Argentine Small Farmers Association (FAA) leader Eduardo Buzzi charged against the government over China's decision of suspending all Argentine soybean oil imports which is considered by many as retaliation to some restrictions that the Cristina Fernández de Kirchner's administration imposed on Chinese products.
Old wounds were reopened between Chile and Argentina this week: a long-time border dispute in the nations’ southern Patagonia regions.
The United Kingdom presented Wednesday a note verbale firmly rejecting the Argentine government’s recent decisions which imposes the request of official authorization for shipping to and from Argentina, the Falkland Islands, South Georgia and South Sandwich Islands.
Uruguayan president Jose Mujica will meet with Argentina’s Cristina Fernández de Kirchner next June 2nd at the Uruguayan presidential farm in Anchorena, a 15 minutes helicopter ride from Buenos Aires, announced Wednesday Uruguayan Foreign Minister Luis Almagro.
Newly appointed British Foreign Secretary William Hague has declared that the Conservative Government’s position on the Gibraltar issue “is well known and has not changed.”
The European Union on Wednesday signed trade agreements with Central America, Peru and Colombia, while some Latin American leaders criticized such deals as only favouring rich countries.
The Federal Reserve has a more optimistic outlook for the US economy, according to meeting minutes released Wednesday, but the central bank is still debating how to shrink its massive balance sheet.

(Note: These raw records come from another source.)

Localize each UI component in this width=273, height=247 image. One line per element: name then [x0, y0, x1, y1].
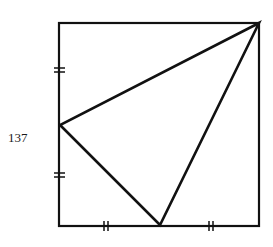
problem-number-label: 137 [8, 130, 28, 146]
square [59, 23, 259, 226]
inscribed-triangle [60, 23, 259, 225]
geometry-figure [0, 0, 273, 247]
diagram-canvas: 137 [0, 0, 273, 247]
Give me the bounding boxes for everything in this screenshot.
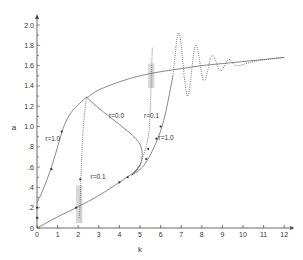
- x-tick-label: 5: [138, 231, 142, 238]
- y-tick-label: .8: [28, 143, 34, 150]
- x-tick-label: 4: [117, 231, 121, 238]
- y-tick-label: 1.2: [24, 103, 34, 110]
- curve-r-1-0-right-curve: [132, 76, 173, 175]
- data-marker: [36, 217, 38, 219]
- curve-r-0-0-backbone-loop: [86, 97, 142, 175]
- y-tick-label: 1.4: [24, 82, 34, 89]
- curves: [36, 33, 284, 228]
- x-tick-label: 2: [76, 231, 80, 238]
- y-tick-label: 0: [30, 225, 34, 232]
- y-axis-arrow-icon: [35, 14, 39, 19]
- chart: 01234567891011120.2.4.6.81.01.21.41.61.8…: [0, 0, 303, 260]
- data-marker: [127, 176, 129, 178]
- y-tick-label: 1.6: [24, 62, 34, 69]
- y-tick-label: .2: [28, 204, 34, 211]
- data-marker: [50, 168, 52, 170]
- curve-label: r=1.0: [159, 134, 174, 141]
- curve-label: r=0.0: [109, 112, 124, 119]
- y-tick-label: .6: [28, 164, 34, 171]
- x-tick-label: 11: [260, 231, 267, 238]
- x-tick-label: 0: [35, 231, 39, 238]
- data-marker: [160, 125, 162, 127]
- curve-label: r=1.0: [45, 135, 60, 142]
- x-tick-label: 8: [200, 231, 204, 238]
- curve-r-1-0-left-curve: [37, 97, 86, 203]
- y-axis-label: a: [12, 123, 17, 132]
- x-tick-label: 3: [97, 231, 101, 238]
- x-axis-arrow-icon: [290, 226, 294, 230]
- x-axis-label: k: [138, 245, 143, 254]
- curve-decaying-oscillation-dotted-: [173, 33, 284, 96]
- data-marker: [145, 158, 147, 160]
- y-tick-label: 2.0: [24, 22, 34, 29]
- data-marker: [79, 178, 81, 180]
- curve-label: r=0.1: [91, 173, 106, 180]
- y-tick-label: 1.0: [24, 123, 34, 130]
- data-marker: [75, 207, 77, 209]
- x-tick-label: 10: [239, 231, 247, 238]
- plot-area: 01234567891011120.2.4.6.81.01.21.41.61.8…: [0, 0, 303, 260]
- x-tick-label: 9: [220, 231, 224, 238]
- x-tick-label: 12: [280, 231, 288, 238]
- data-marker: [36, 207, 38, 209]
- curve-upper-branch-solid-: [86, 57, 284, 98]
- x-tick-label: 6: [159, 231, 163, 238]
- data-marker: [147, 148, 149, 150]
- curve-lower-branch-solid-: [37, 165, 140, 228]
- y-tick-label: 1.8: [24, 42, 34, 49]
- data-marker: [118, 181, 120, 183]
- data-marker: [155, 138, 157, 140]
- y-tick-label: .4: [28, 184, 34, 191]
- curve-label: r=0.1: [144, 112, 159, 119]
- x-tick-label: 7: [179, 231, 183, 238]
- x-tick-label: 1: [56, 231, 60, 238]
- data-marker: [61, 130, 63, 132]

Argentina is reassessing measures for the conservation of common hake resources and could extend the so called “biological shutdowns” which force the fleet to remain in port for a determined period of time, according to Norberto Yauhar, head of the Argentine fisheries and aquaculture Sub-secretariat.
Consumer inflation in the United States unexpectedly dropped in April for the first time in more than a year. The 0.1 percent fall in the consumer price index was the first decrease since March 2009, figures from the Labor Department showed Wednesday.
Spanish fishing companies, mostly from Galicia, operating in Argentina Patagonia are seriously considering leaving the country because of standing labour unrest, lack of national and provincial fisheries policies, the end to export reimbursements and above all a dramatic drop in common hake and squid catches.